“Cul de sac” is just a fancy way to say “dead end.”
As everyone knows, it’s the preferred street type in modern suburbia: a dead-end street with an asphalt “bulb” at the end of it, around which sit maybe half-a-dozen basically identical houses. The cul de sac discourages connectivity between streets and neighborhoods (which is actually part of the reason some people like it). It is perhaps the single-biggest factor in the stultifying, isolating character of so many suburbs and subdivisions.
And they’re even more damaging in urban settings.
In my neighborhood, some of the worst problems with crime and illicit activity tend to be centered around cul de sacs. There are only three in the entire neighborhood, and it’s no coincidence that those are the only streets around here where I think I would feel unsafe if I found myself there at night.
This is all completely predictable and utterly logical. As I mentioned before, cul de sacs eliminate through traffic, which many suburbanites regard as an unalloyed good: this way, there are no speeding maniacal drivers threatening their children when they play outside, and everyone who drives by generally has a legitimate reason to be there. People who don’t belong, stand out.
As it turns out, it is precisely those qualities that make urban cul de sacs ideal places for criminals to conduct their business. There are no random cars driving by to inadvertently shine their headlights on a drug deal. Decent people learn very quickly to stay away from those streets after dark, so criminals know that just about anybody heading their way is probably a customer (or perhaps a rival, but that’s another matter altogether). Broken streetlights go unrepaired for longer, because the kind of person who reports that sort of thing isn’t around when the streetlights are supposed to be working.

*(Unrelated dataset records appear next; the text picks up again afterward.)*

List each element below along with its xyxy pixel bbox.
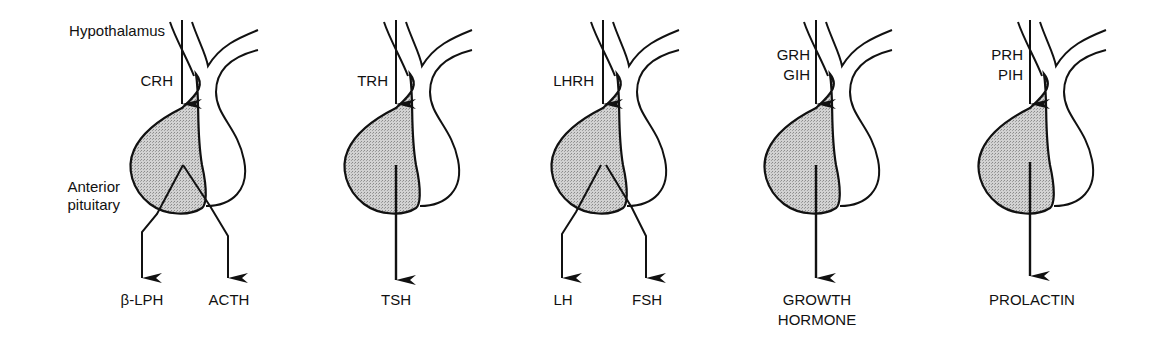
releasing-hormone-gih: GIH bbox=[783, 66, 810, 84]
output-hormone: HORMONE bbox=[778, 311, 856, 329]
pituitary-hormone-diagram bbox=[0, 0, 1158, 339]
output-lh: LH bbox=[553, 291, 572, 309]
panel-trh bbox=[345, 20, 472, 280]
releasing-hormone-trh: TRH bbox=[357, 72, 388, 90]
releasing-hormone-pih: PIH bbox=[998, 66, 1023, 84]
panel-lhrh bbox=[552, 20, 679, 278]
output-prolactin: PROLACTIN bbox=[989, 291, 1075, 309]
hypothalamus-label: Hypothalamus bbox=[69, 22, 165, 40]
panel-crh bbox=[131, 20, 258, 278]
output-fsh: FSH bbox=[632, 291, 662, 309]
output-tsh: TSH bbox=[381, 291, 411, 309]
anterior-pituitary-label-1: Anterior bbox=[67, 178, 120, 196]
anterior-pituitary-label-2: pituitary bbox=[67, 196, 120, 214]
output-beta-lph: β-LPH bbox=[121, 291, 164, 309]
releasing-hormone-crh: CRH bbox=[141, 72, 174, 90]
output-acth: ACTH bbox=[209, 291, 250, 309]
releasing-hormone-lhrh: LHRH bbox=[553, 72, 594, 90]
releasing-hormone-prh: PRH bbox=[991, 46, 1023, 64]
output-growth: GROWTH bbox=[783, 291, 851, 309]
releasing-hormone-grh: GRH bbox=[777, 46, 810, 64]
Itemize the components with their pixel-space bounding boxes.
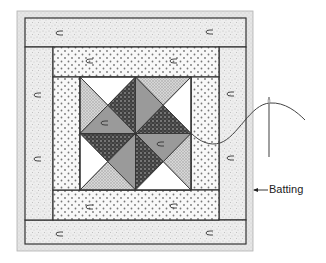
unit-top-right	[136, 77, 192, 134]
outer-border-top	[25, 18, 246, 47]
quilt-diagram: Batting	[0, 0, 326, 263]
inner-border-left	[53, 77, 80, 190]
batting-label: Batting	[269, 184, 303, 195]
needle-eye	[268, 99, 270, 104]
outer-border-right	[219, 47, 246, 220]
inner-border-right	[191, 77, 219, 190]
arrow-left-icon	[253, 188, 258, 192]
unit-bottom-left	[80, 134, 136, 191]
inner-border-top	[53, 47, 219, 77]
inner-border-bottom	[53, 190, 219, 220]
outer-border-left	[25, 47, 53, 220]
center-pinwheel-block	[80, 77, 191, 190]
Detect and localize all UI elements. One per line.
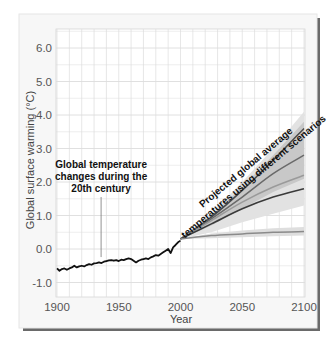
y-tick-label: 4.0 <box>36 109 52 121</box>
y-tick-label: 3.0 <box>36 143 52 155</box>
y-tick-label: 0.0 <box>36 243 52 255</box>
x-tick-label: 2100 <box>291 301 317 313</box>
x-tick-label: 2000 <box>168 301 194 313</box>
y-tick-label: -1.0 <box>32 277 52 289</box>
y-axis-title: Global surface warming (°C) <box>24 91 36 229</box>
annotation-line: changes during the <box>55 171 148 182</box>
y-tick-label: 6.0 <box>36 42 52 54</box>
x-tick-label: 1900 <box>44 301 70 313</box>
x-axis-title: Year <box>170 313 193 325</box>
x-tick-label: 2050 <box>229 301 255 313</box>
y-tick-label: 2.0 <box>36 176 52 188</box>
annotation-line: Global temperature <box>55 159 147 170</box>
x-tick-label: 1950 <box>106 301 132 313</box>
temperature-chart: -1.00.01.02.03.04.05.06.0 19001950200020… <box>0 0 336 343</box>
annotation-line: 20th century <box>71 183 131 194</box>
chart-container: -1.00.01.02.03.04.05.06.0 19001950200020… <box>0 0 336 343</box>
y-tick-label: 1.0 <box>36 210 52 222</box>
y-tick-label: 5.0 <box>36 76 52 88</box>
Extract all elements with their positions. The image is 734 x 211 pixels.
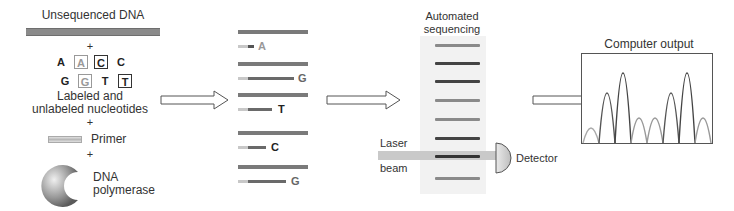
fragment-terminal-base: G — [298, 72, 307, 84]
computer-output-chart — [581, 53, 713, 144]
fragment-terminal-base: A — [258, 40, 266, 52]
gel-band — [435, 80, 480, 83]
plus-sign: + — [80, 148, 100, 160]
gel-band — [435, 137, 480, 140]
sequencing-title-line1: Automated — [412, 10, 492, 22]
nucleotide-t-labeled: T — [118, 74, 132, 88]
nucleotide-c-labeled: C — [94, 55, 108, 69]
nucleotide-g: G — [58, 74, 72, 88]
fragment-terminal-base: T — [278, 103, 285, 115]
nucleotide-t: T — [98, 74, 112, 88]
nucleotide-c: C — [114, 55, 128, 69]
template-strand — [238, 62, 308, 66]
arrow-right-icon — [160, 90, 230, 110]
nucleotides-label-line2: unlabeled nucleotides — [10, 102, 170, 116]
nucleotide-g-labeled: G — [78, 74, 92, 88]
primer-icon — [48, 136, 82, 143]
fragment-terminal-base: G — [291, 175, 300, 187]
laser-label-line1: Laser — [380, 137, 408, 149]
plus-sign: + — [80, 40, 100, 52]
dna-polymerase-icon — [38, 164, 84, 208]
unsequenced-dna-strand — [26, 28, 160, 36]
laser-label-line2: beam — [380, 162, 408, 174]
fragment-group-g1: G — [238, 62, 318, 84]
template-strand — [238, 30, 308, 34]
unsequenced-dna-label: Unsequenced DNA — [18, 8, 168, 22]
gel-band — [435, 44, 480, 47]
fragment-group-c: C — [238, 131, 318, 153]
fragment-group-t: T — [238, 93, 318, 115]
detector-icon — [494, 142, 514, 174]
template-strand — [238, 93, 308, 97]
fragment-group-g2: G — [238, 165, 318, 187]
nucleotide-a-labeled: A — [74, 55, 88, 69]
arrow-right-icon — [326, 90, 402, 110]
nucleotides-row-1: A A C C — [54, 55, 144, 69]
sequencing-title-line2: sequencing — [412, 23, 492, 35]
template-strand — [238, 131, 308, 135]
gel-band — [435, 118, 480, 121]
gel-band — [435, 177, 480, 180]
computer-output-title: Computer output — [580, 37, 718, 51]
nucleotides-row-2: G G T T — [58, 74, 148, 88]
fragment-terminal-base: C — [271, 141, 279, 153]
template-strand — [238, 165, 308, 169]
detector-label: Detector — [516, 152, 558, 164]
sequencing-gel — [420, 36, 486, 194]
gel-band — [435, 155, 480, 158]
plus-sign: + — [80, 116, 100, 128]
primer-label: Primer — [91, 132, 126, 146]
nucleotide-a: A — [54, 55, 68, 69]
nucleotides-label-line1: Labeled and — [10, 89, 170, 103]
fragment-group-a: A — [238, 30, 308, 52]
polymerase-label-line2: polymerase — [93, 183, 155, 197]
polymerase-label-line1: DNA — [93, 170, 118, 184]
gel-band — [435, 62, 480, 65]
gel-band — [435, 99, 480, 102]
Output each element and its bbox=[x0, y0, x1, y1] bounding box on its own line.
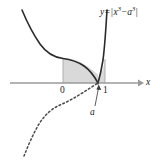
equation-label: y=|x3−a3| bbox=[100, 8, 138, 18]
x-axis-label: x bbox=[146, 78, 150, 88]
a-leader-arrowhead bbox=[96, 84, 101, 90]
shaded-region-left bbox=[63, 59, 98, 84]
graph-canvas bbox=[0, 0, 160, 165]
x-axis-arrowhead bbox=[138, 80, 144, 87]
equation-equals: = bbox=[104, 7, 110, 17]
a-leader-line bbox=[95, 88, 99, 106]
x-tick-label-0: 0 bbox=[60, 86, 65, 96]
x-tick-label-1: 1 bbox=[103, 86, 108, 96]
math-figure: y=|x3−a3| x 0 1 a bbox=[0, 0, 160, 165]
point-a-label: a bbox=[90, 108, 95, 118]
equation-close-bar: | bbox=[135, 7, 138, 17]
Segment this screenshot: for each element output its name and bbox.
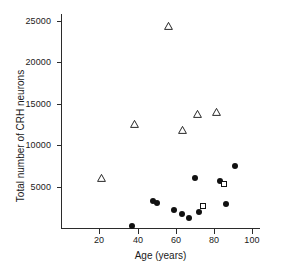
y-tick-label-20000: 20000 xyxy=(5,58,51,67)
y-tick-20000 xyxy=(57,62,62,63)
plot-area xyxy=(61,14,260,228)
data-point-circle xyxy=(154,200,160,206)
x-tick-label-40: 40 xyxy=(123,236,153,245)
data-point-circle xyxy=(179,211,185,217)
y-axis-title: Total number of CRH neurons xyxy=(14,0,28,272)
x-tick-label-20: 20 xyxy=(84,236,114,245)
y-tick-label-10000: 10000 xyxy=(5,141,51,150)
x-tick-label-60: 60 xyxy=(161,236,191,245)
x-tick-60 xyxy=(176,229,177,234)
y-tick-10000 xyxy=(57,145,62,146)
x-tick-40 xyxy=(138,229,139,234)
data-point-circle xyxy=(196,209,202,215)
y-tick-15000 xyxy=(57,104,62,105)
scatter-plot-figure: 500010000150002000025000 20406080100 Age… xyxy=(0,0,287,272)
data-point-circle xyxy=(129,223,135,229)
x-tick-80 xyxy=(214,229,215,234)
y-tick-5000 xyxy=(57,187,62,188)
data-point-circle xyxy=(192,175,198,181)
data-point-square xyxy=(200,203,206,209)
y-tick-label-15000: 15000 xyxy=(5,100,51,109)
y-tick-label-5000: 5000 xyxy=(5,183,51,192)
y-tick-label-25000: 25000 xyxy=(5,17,51,26)
data-point-circle xyxy=(223,201,229,207)
y-tick-25000 xyxy=(57,21,62,22)
x-tick-20 xyxy=(99,229,100,234)
data-point-circle xyxy=(232,163,238,169)
data-point-square xyxy=(221,181,227,187)
x-tick-100 xyxy=(252,229,253,234)
x-axis-line xyxy=(61,228,260,229)
y-axis-line xyxy=(61,14,62,228)
x-tick-label-80: 80 xyxy=(199,236,229,245)
x-axis-title: Age (years) xyxy=(61,250,260,261)
x-tick-label-100: 100 xyxy=(237,236,267,245)
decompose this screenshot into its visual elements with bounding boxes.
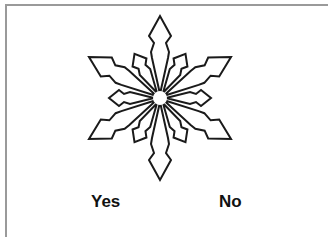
yes-option[interactable]: Yes [91,192,120,212]
snowflake-icon [0,0,328,237]
no-option[interactable]: No [219,192,242,212]
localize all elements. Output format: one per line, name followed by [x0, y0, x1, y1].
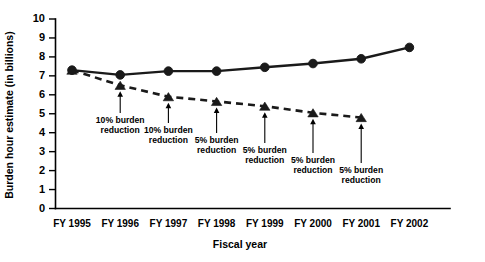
- x-tick-label: FY 1997: [150, 218, 188, 229]
- x-axis-title: Fiscal year: [213, 238, 267, 250]
- y-tick-label: 6: [39, 88, 45, 100]
- annotation-arrow-head: [166, 103, 172, 109]
- x-tick-label: FY 2001: [342, 218, 380, 229]
- annotation-arrow-head: [310, 119, 316, 125]
- annotation-arrow-head: [262, 112, 268, 118]
- annotation-label-line2: reduction: [293, 165, 332, 175]
- annotation-1: 10% burdenreduction: [96, 91, 145, 135]
- data-point-marker: [357, 54, 366, 63]
- annotation-arrow-head: [117, 91, 123, 97]
- x-tick-label: FY 1995: [53, 218, 91, 229]
- annotation-label-line1: 10% burden: [144, 125, 193, 135]
- x-tick-label: FY 1999: [246, 218, 284, 229]
- x-tick-label: FY 1996: [101, 218, 139, 229]
- y-tick-label: 4: [39, 126, 46, 138]
- x-tick-label: FY 2000: [294, 218, 332, 229]
- x-axis-group: FY 1995FY 1996FY 1997FY 1998FY 1999FY 20…: [53, 209, 450, 251]
- markers-layer: [67, 43, 414, 122]
- y-axis-group: 012345678910 Burden hour estimate (in bi…: [3, 12, 56, 214]
- y-tick-labels: 012345678910: [33, 12, 46, 214]
- annotation-label-line1: 5% burden: [195, 135, 239, 145]
- annotation-label-line2: reduction: [342, 175, 381, 185]
- annotation-label-line1: 10% burden: [96, 115, 145, 125]
- y-tick-label: 9: [39, 31, 45, 43]
- y-tick-label: 3: [39, 145, 45, 157]
- y-axis-title: Burden hour estimate (in billions): [3, 31, 15, 198]
- data-point-marker: [405, 43, 414, 52]
- annotation-label-line1: 5% burden: [291, 155, 335, 165]
- y-tick-label: 8: [39, 50, 45, 62]
- x-tick-label: FY 1998: [198, 218, 236, 229]
- data-point-marker: [309, 59, 318, 68]
- annotation-5: 5% burdenreduction: [291, 119, 335, 175]
- data-point-marker: [116, 71, 125, 80]
- annotation-2: 10% burdenreduction: [144, 103, 193, 145]
- x-tick-labels: FY 1995FY 1996FY 1997FY 1998FY 1999FY 20…: [53, 218, 428, 229]
- annotation-4: 5% burdenreduction: [243, 112, 287, 165]
- annotation-label-line2: reduction: [101, 125, 140, 135]
- y-tick-label: 5: [39, 107, 45, 119]
- line-chart-canvas: 012345678910 Burden hour estimate (in bi…: [0, 0, 485, 262]
- annotation-6: 5% burdenreduction: [339, 124, 383, 185]
- data-point-marker: [212, 67, 221, 76]
- annotation-label-line2: reduction: [149, 135, 188, 145]
- annotation-label-line2: reduction: [197, 145, 236, 155]
- annotation-label-line2: reduction: [245, 155, 284, 165]
- x-tick-label: FY 2002: [391, 218, 429, 229]
- y-tick-marks: [49, 19, 56, 209]
- y-tick-label: 0: [39, 202, 45, 214]
- annotation-arrow-head: [214, 107, 220, 113]
- annotations-layer: 10% burdenreduction10% burdenreduction5%…: [96, 91, 383, 185]
- data-point-marker: [261, 63, 270, 72]
- annotation-arrow-head: [358, 124, 364, 129]
- y-tick-label: 10: [33, 12, 45, 24]
- chart-figure: 012345678910 Burden hour estimate (in bi…: [0, 0, 485, 262]
- y-tick-label: 1: [39, 183, 45, 195]
- y-tick-label: 7: [39, 69, 45, 81]
- annotation-label-line1: 5% burden: [243, 145, 287, 155]
- annotation-3: 5% burdenreduction: [195, 107, 239, 155]
- annotation-label-line1: 5% burden: [339, 165, 383, 175]
- data-point-marker: [164, 67, 173, 76]
- y-tick-label: 2: [39, 164, 45, 176]
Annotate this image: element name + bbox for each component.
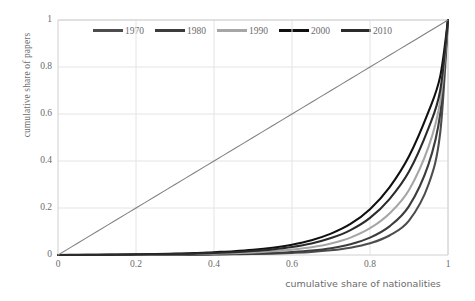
equality-line [58, 20, 448, 255]
lorenz-curve-chart: cumulative share of papers cumulative sh… [0, 0, 475, 301]
plot-area [0, 0, 475, 301]
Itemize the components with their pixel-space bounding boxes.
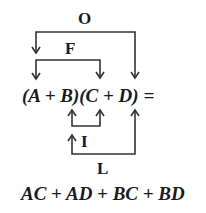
- expression: (A + B)(C + D) =: [22, 86, 154, 105]
- connector-lines: [0, 0, 206, 213]
- outer-label: O: [78, 10, 91, 27]
- outer-bracket: [32, 32, 139, 78]
- first-bracket: [32, 60, 104, 79]
- first-label: F: [65, 40, 75, 57]
- last-bracket: [68, 110, 139, 154]
- inner-bracket: [68, 110, 104, 126]
- foil-diagram: O F I L (A + B)(C + D) = AC + AD + BC + …: [0, 0, 206, 213]
- inner-label: I: [81, 133, 88, 150]
- last-label: L: [97, 160, 108, 177]
- result-expression: AC + AD + BC + BD: [21, 184, 185, 203]
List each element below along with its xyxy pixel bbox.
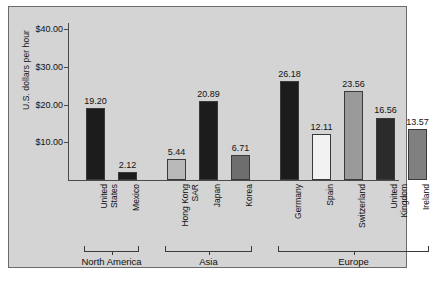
x-category-label: Mexico [132, 184, 142, 240]
y-tick-mark [64, 29, 69, 30]
bar [408, 129, 427, 180]
bar [280, 81, 299, 180]
bar-value-label: 16.56 [374, 105, 397, 115]
y-tick-label: $10.00 [17, 137, 63, 147]
bar [312, 134, 331, 180]
bar [86, 108, 105, 180]
group-label: Asia [199, 256, 217, 267]
bar [344, 91, 363, 180]
y-tick-label: $30.00 [17, 62, 63, 72]
group-bracket-stem [354, 251, 355, 255]
x-category-label: Switzerland [358, 184, 368, 240]
bar-value-label: 5.44 [168, 147, 186, 157]
y-tick-mark [64, 105, 69, 106]
y-tick-mark [64, 67, 69, 68]
x-axis-line [68, 180, 399, 181]
x-category-label: Spain [326, 184, 336, 240]
y-tick-label: $40.00 [17, 24, 63, 34]
bar-value-label: 12.11 [311, 122, 333, 132]
y-axis-tick-labels: $10.00$20.00$30.00$40.00 [9, 7, 63, 269]
plot-area: 19.202.125.4420.896.7126.1812.1123.5616.… [68, 23, 399, 181]
x-category-label: Japan [213, 184, 223, 240]
bar [167, 159, 186, 180]
x-category-label: UnitedStates [100, 184, 119, 240]
x-category-label: Ireland [422, 184, 431, 240]
y-tick-label: $20.00 [17, 100, 63, 110]
group-label: North America [81, 256, 141, 267]
bar-value-label: 23.56 [342, 79, 365, 89]
group-label: Europe [338, 256, 369, 267]
bar-value-label: 2.12 [119, 160, 137, 170]
bar-value-label: 19.20 [84, 96, 107, 106]
x-category-label: Germany [294, 184, 304, 240]
bar-value-label: 26.18 [278, 69, 301, 79]
x-category-label: Hong KongSAR [181, 184, 200, 240]
x-category-label: Korea [245, 184, 255, 240]
group-bracket-stem [209, 251, 210, 255]
bar [199, 101, 218, 180]
chart-figure: U.S. dollars per hour $10.00$20.00$30.00… [8, 6, 407, 268]
bar-value-label: 13.57 [406, 117, 429, 127]
bar [231, 155, 250, 180]
bar [376, 118, 395, 181]
y-axis-line [68, 23, 69, 181]
group-bracket-stem [112, 251, 113, 255]
bar-value-label: 6.71 [232, 143, 250, 153]
x-category-label: UnitedKingdom [390, 184, 409, 240]
bar-value-label: 20.89 [197, 89, 220, 99]
bar [118, 172, 137, 180]
y-tick-mark [64, 142, 69, 143]
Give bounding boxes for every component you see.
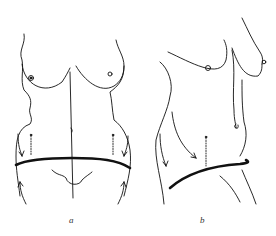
panel-a-drawing (16, 34, 131, 204)
panel-label-b: b (200, 215, 205, 225)
torso-drawings (0, 0, 276, 236)
diagram-figure: a b (0, 0, 276, 236)
panel-b-drawing (156, 18, 266, 204)
panel-label-a: a (69, 215, 74, 225)
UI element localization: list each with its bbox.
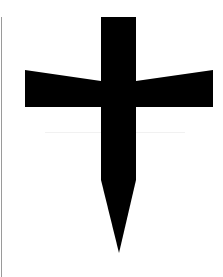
cross-icon	[0, 0, 223, 277]
cross-shaft	[101, 17, 136, 253]
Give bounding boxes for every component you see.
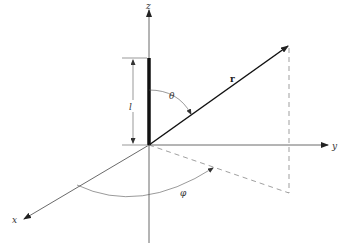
x-axis	[24, 145, 149, 219]
phi-label: φ	[180, 188, 187, 198]
spherical-coordinates-diagram: z y x r θ φ l	[0, 0, 343, 249]
z-axis-label: z	[145, 1, 151, 11]
x-axis-label: x	[12, 215, 17, 225]
phi-arc	[77, 168, 213, 197]
theta-label: θ	[169, 91, 175, 101]
projection-xy-dashed	[149, 145, 289, 193]
y-axis-label: y	[331, 141, 338, 151]
r-label: r	[230, 74, 235, 84]
length-label: l	[129, 102, 132, 112]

This is one of the trickier issues that I’d like to see the neighborhood plan address. But honestly, I’m not sure how it would. For one thing, one of those cul de sacs is actually a fairly recent creation – my understanding is that it was built as a way to prevent speeding through the neighborhood by preventing people from racing northward from downtown or the interstate. Another one would have to connect to the street grid at what is already a very awkward intersection, and would therefore be a traffic engineering challenge as well.
Still, there is only so much the overtaxed police department and our understaffed neighborhood association crimewatch can do. If it takes physically rerouting a couple of streets to discourage criminals from taking up residence in our neighborhood, then I think we should at least seriously consider it.
What do you think? How would you address the problem of cul de sac crime?